Retrospective

The Darkest Star Wars Movie Wasn’t Even In Theaters

Did the Ewoks really need to battle for Endor, again?

by Ryan Britt
Aubree Miller
Lucasfilm/Kobal/Shutterstock
Star Wars

When Luke Skywalker’s parental figures, Uncle Owen and Aunt Beru, were slain by Imperial Stormtroopers, it happened offscreen. But in the 1985 Star Wars TV movie Ewoks: Battle for Endor, presumably aimed at children, young Cindel (Aubree Miller) watches as her parents and brother are murdered in front of her. She’s maybe 8 years old, tops. And the reason why her entire family is slaughtered? Because this bizarre Star Wars movie didn’t want a cute little girl to have a human family, but instead, she had to get adopted by the Ewoks.

Forty years ago, Ewoks: The Battle for Endor debuted on TV and delivered a super dark, extremely strange Star Wars movie that bears rewatching today, if only so you can believe that all those summaries aren’t totally made up.

The Battle for Endor was a sequel to the 1984 milquetoast TV movie, The Ewok Adventure, which is decidedly less hardcore than its successor. In the first film, Cindel and her brother Mace Towani (Eric Walker) were searching for their parents after crash-landing on Endor. The Ewoks helped them, and so that was a nice ending to that little story, right?

Wrong! Because The Battle of Endor is here to point out that you don’t even need the Empire to have a child’s parents slain before their eyes. In fact, the motivations of the Marauders, the villains in The Battle for Endor, are vague, and the powers of their sorceress leader Charal (Siân Phillips) were even vaguer. If you were baffled by the powers of the space witches in The Acolyte or Ahsoka, The Battle for Endor is here, asking you to hold its beer. Though Charal has been somewhat retconned as a Nightsister, it’s pretty tough to pretend that anything in The Battle for Endor is canon, Legends or otherwise. (Though, bizarrely, the Blurrgs from The Mandalorian do originate here, proving the Star Wars rule that nothing, no matter how terrible, can’t be mined for cool stuff later on.)

Sian Phillips as the witchy Charal in Ewoks: The Battle for Endor. Just one year prior, she was the Bene Gesserit Reverend Mother in the 1984 Dune. Weird, right?

Lucasfilm/Kobal/Shutterstock

As with the Ewoks cartoon, the Ewoks in The Battle for Endor all speak English, which pretty much removes the cute, constant misunderstanding plot device from Return of the Jedi. It also makes the Ewoks slightly creepier than they were in Jedi; their speech is uncanny and jarring, making them seem more like horror teddy bears than cute aliens. These are Ewoks that you can easily imagine eating human beings.

But because the Ewoks can speak English (excuse me, “Basic”), the movie felt like it needed a weird alien creature that didn’t talk in a recognizable language. Enter Teek, a far less cute creature, who teams up with Cindel, Wicket (Warwick Davis), and an old man whose name you’ll forget as soon as I tell you, Noa Briqualon (Wilford Brimley). See? You already forgot.

Old Man, Wicket, Teek, and Cindel form a quasi-fellowship to take on the Mauraders and defeat Charal. This all goes more or less how you might expect, but the most maddening thing is that we learn, in the end, that Old Man has had a starship all along. The film ends with Cindel and Old Man getting off Endor, because let’s face it, Endor is a hellhole.

Trying to connect the dots between this movie and the canon of Return of the Jedi is next to impossible. In fact, perhaps the biggest crime of The Battle for Endor isn’t that it’s super depressing, but that you can’t really even square it with the rest of the Star Wars lore. With talking Ewoks and incompetent humans, it feels like it exists in an alternate dimension.

Honestly, good riddance, Teek.

Lucasfilm/Kobal/Shutterstock

Charitably, the legacy of The Battle for Endor is probably 2024’s Star Wars: Skeleton Crew, another Star Wars adventure with kids and a certain degree of creeping darkness. The difference is that Skeleton Crew took the assignment somewhat seriously, and despite its more adult themes, made a show full of more hope and optimism than anything in The Battle for Endor.

Could an Ewok have worked in Skeleton Crew? Can Ewoks be cool? The latest Star Wars: Visions season certainly makes the case that yes, Ewoks can be cool. But, 40 years ago, as they battled for Endor, the Ewoks weren’t cool, or even annoying. Instead, they were the worst crime in all of movie crimes: A massive bummer.

Ewoks: The Battle for Endor streams on Disney+.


Brief:
What you return should be each line of the data containing the string "chart".

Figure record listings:
Segment Open

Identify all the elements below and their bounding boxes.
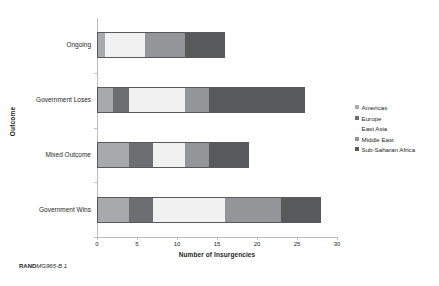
y-axis-category-label: Government Wins <box>1 206 91 213</box>
x-axis-title: Number of Insurgencies <box>97 251 337 258</box>
legend-label: Europe <box>362 114 382 123</box>
bar-segment <box>185 142 209 168</box>
legend-label: Sub-Saharan Africa <box>362 145 416 154</box>
x-axis-tick <box>137 237 138 240</box>
legend-item[interactable]: Sub-Saharan Africa <box>355 145 439 154</box>
x-axis-tick <box>217 237 218 240</box>
x-axis-tick-label: 30 <box>325 241 349 247</box>
bar-segment <box>129 197 153 223</box>
legend-item[interactable]: East Asia <box>355 124 439 133</box>
x-axis-tick-label: 20 <box>245 241 269 247</box>
y-axis-tick <box>94 182 97 183</box>
bar-segment <box>185 32 225 58</box>
bar-segment <box>185 87 209 113</box>
y-axis-tick <box>94 73 97 74</box>
legend-item[interactable]: Middle East <box>355 135 439 144</box>
y-axis-category-label: Ongoing <box>1 41 91 48</box>
legend-swatch-icon <box>355 116 359 120</box>
bar-segment <box>97 87 113 113</box>
legend-label: East Asia <box>362 124 388 133</box>
legend-swatch-icon <box>355 137 359 141</box>
legend-swatch-icon <box>355 126 359 130</box>
legend-label: Middle East <box>362 135 394 144</box>
x-axis-tick <box>337 237 338 240</box>
bar-segment <box>281 197 321 223</box>
x-axis-tick-label: 25 <box>285 241 309 247</box>
y-axis-tick <box>94 237 97 238</box>
bar-segment <box>113 87 129 113</box>
legend-swatch-icon <box>355 105 359 109</box>
legend-label: Americas <box>362 103 388 112</box>
y-axis-category-label: Government Loses <box>1 96 91 103</box>
x-axis-tick-label: 15 <box>205 241 229 247</box>
bar-segment <box>145 32 185 58</box>
footer-figure-id: MG965-B.1 <box>36 263 67 269</box>
x-axis-tick-label: 0 <box>85 241 109 247</box>
bar-segment <box>209 87 305 113</box>
bar-segment <box>97 142 129 168</box>
y-axis-tick <box>94 128 97 129</box>
x-axis-tick <box>257 237 258 240</box>
chart-figure: Outcome 051015202530OngoingGovernment Lo… <box>0 0 439 286</box>
y-axis-category-label: Mixed Outcome <box>1 151 91 158</box>
bar-segment <box>209 142 249 168</box>
bar-segment <box>129 87 185 113</box>
x-axis-tick-label: 10 <box>165 241 189 247</box>
footer-brand: RAND <box>19 263 36 269</box>
bar-segment <box>129 142 153 168</box>
legend-item[interactable]: Europe <box>355 114 439 123</box>
figure-footer: RANDMG965-B.1 <box>19 263 67 269</box>
chart-legend: AmericasEuropeEast AsiaMiddle EastSub-Sa… <box>355 103 439 156</box>
bar-segment <box>153 142 185 168</box>
x-axis-tick <box>97 237 98 240</box>
legend-item[interactable]: Americas <box>355 103 439 112</box>
x-axis-tick <box>177 237 178 240</box>
bar-segment <box>225 197 281 223</box>
legend-swatch-icon <box>355 147 359 151</box>
bar-segment <box>97 32 105 58</box>
x-axis-tick-label: 5 <box>125 241 149 247</box>
x-axis-tick <box>297 237 298 240</box>
bar-segment <box>105 32 145 58</box>
bar-segment <box>97 197 129 223</box>
bar-segment <box>153 197 225 223</box>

Segment Closed

Solution for this problem:
chart-figure: Outcome 051015202530OngoingGovernment Lo… <box>0 0 439 286</box>
chart-legend: AmericasEuropeEast AsiaMiddle EastSub-Sa… <box>355 103 439 156</box>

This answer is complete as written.